Every time my parents and Baskan (my dog brother) drive me to the airport and we say goodbye at the domestic departures security checkpoint, every time I take a last sip from my black tea in a traditional Turkish tea glass or a final spoonful of lentil soup at the airport in Istanbul before heading to my gate; every time I go to our favorite seafood restaurant with my parents and the waiter knows exactly what we want and when we want it; when me and my mom go to the hairdresser who’s been cutting her hair since 1985 and mine since I was old enough to get haircuts and talk to him about his kids; when we go to get my dad’s shoes repaired or my mom’s necklace adjusted and know each of those people by name and their families by name and if their wife has healed after her chemotherapy; every time I come home and wash Baskan and hear my mother tongue being spoken in the background on TV; every time we watch daytime programming with my grandma when we visit her for a cup of Turkish coffee; every time we see an old apartment building that was left untouched as we drive around town with my mom, I feel a swerve of delightfully positive emotions that make my heart feel full of warmth, love, happiness, and a sense of belonging.
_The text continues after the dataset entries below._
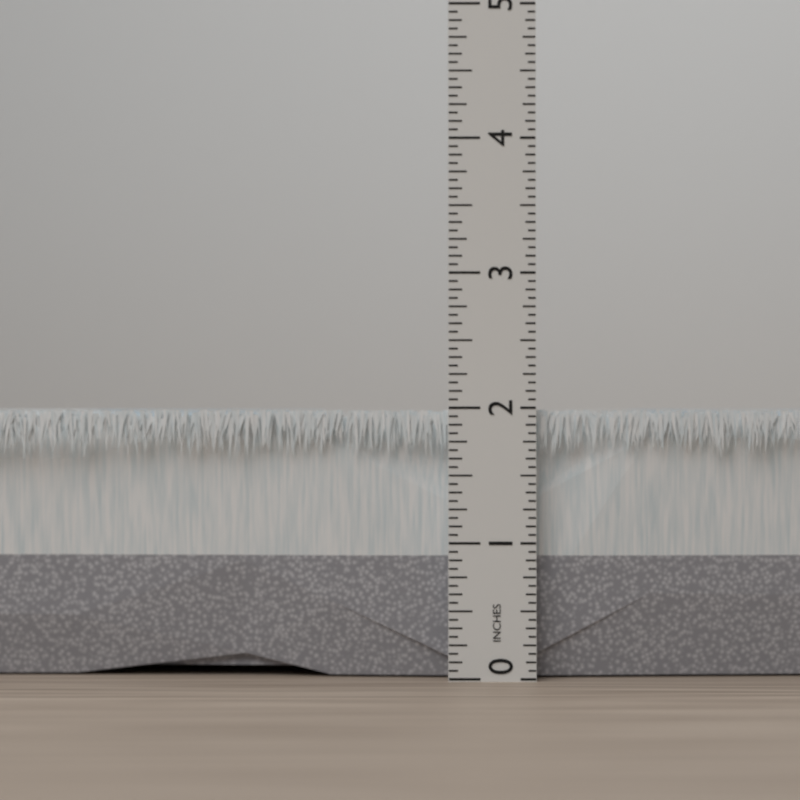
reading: 2.0000 in
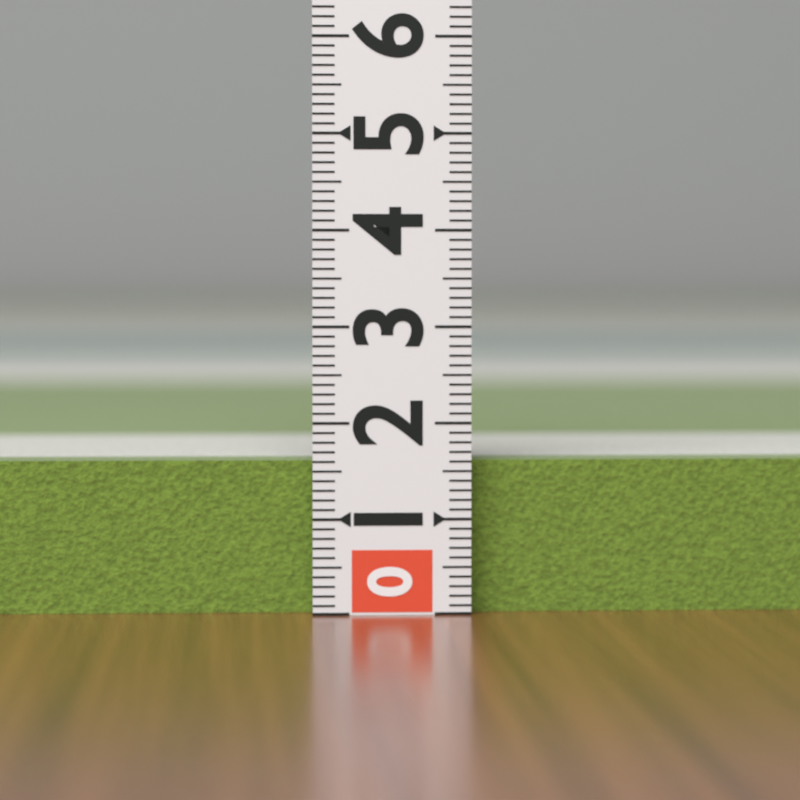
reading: 1.6 (no unit)
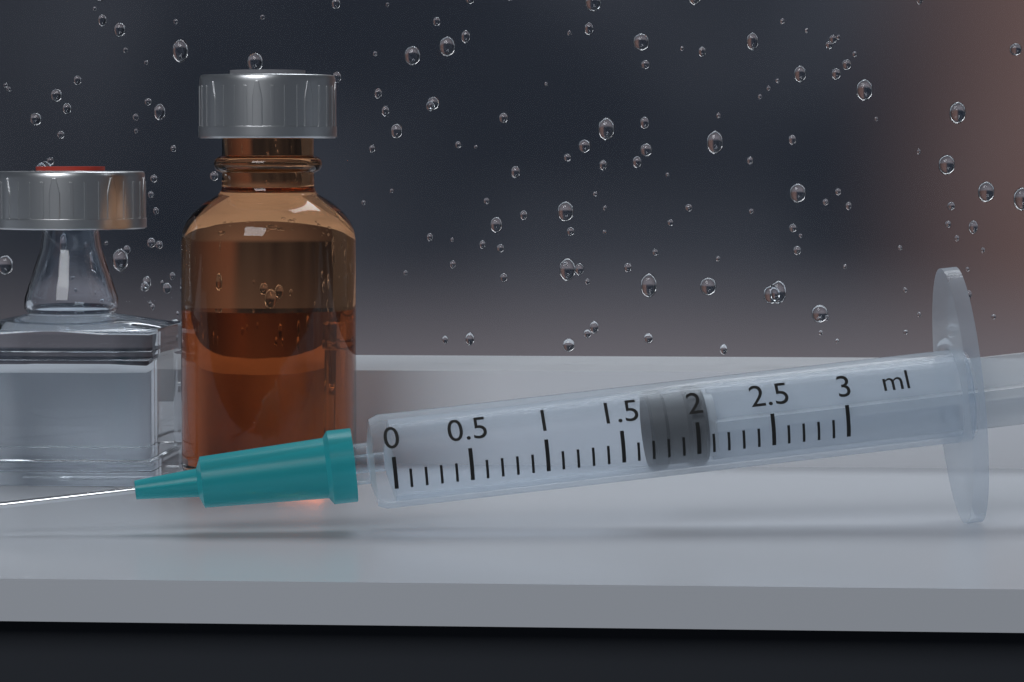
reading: 1.7 ml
I feel happy to know that there are people who still care about this country, about each other; who remember what its like to be neighbors and friends and to be there for another who may benefit from solely the other’s presence, even if we can’t do anything else to help them. And every time I take a final look outside the window of the airplane and make a wish to return here on happy days, for happy reasons, and not too late at that, I feel that I’m leaving pieces of my heart here with the people and places I love; the ones who have made and continue to make me who I am; and that I’m taking pieces of their hearts with me in return.

A few hours ago, I was listening to Fazil Say’s “Nazim, Op. 12/1”, a piece he composed for Nazim Hikmet, one of the most amazing poets in the world in my opinion, who led a long part of his life in exile as he was accused of being a communist. Say is without doubt, one of the most gifted musicians of our time, and it makes me proud beyond words that he’s ours to take credit for. Not because we’ve made him who he is (in fact, most of his concerts are getting canceled in Turkey today because the Ministry of Culture doesn’t support him as he is known for speaking very openly against the government and Erdogan), but because despite his universal fame and the difficulties he faces in trying to perform here at home, he composes pieces dedicated to people and places and to other works of art from his own country. His wonderful pieces smell like home and somehow only the good parts of what I think of, when I think of Turkey as home.

I was listening to Fazil and watching the traffic in Istanbul as I walked towards my gate. It was then that I realized what it feels like to miss someone, to miss a place, before even having left them yet.

And it was then that I realized that there is no other country like this and no other country that I’d rather be from. The people ruling it today sometimes make it hard to see all of its beauty, but no dictator in the history of the world who has caused this much pain for others has had a happy ending. This one (and his clan) is no exception.

Ultimately, I know that I’ll come home and see faces on TV that are good for the world to see and hear voices on the radio that are good for the world to hear, and I’ll take a deep, calming breath knowing that we live in a place that we feel like we belong in; a place that we identify with.

Despite all, this is where my heart feels whole. Despite all, this is home. And I know that good things happen to good people. And finally, I know that my people are good.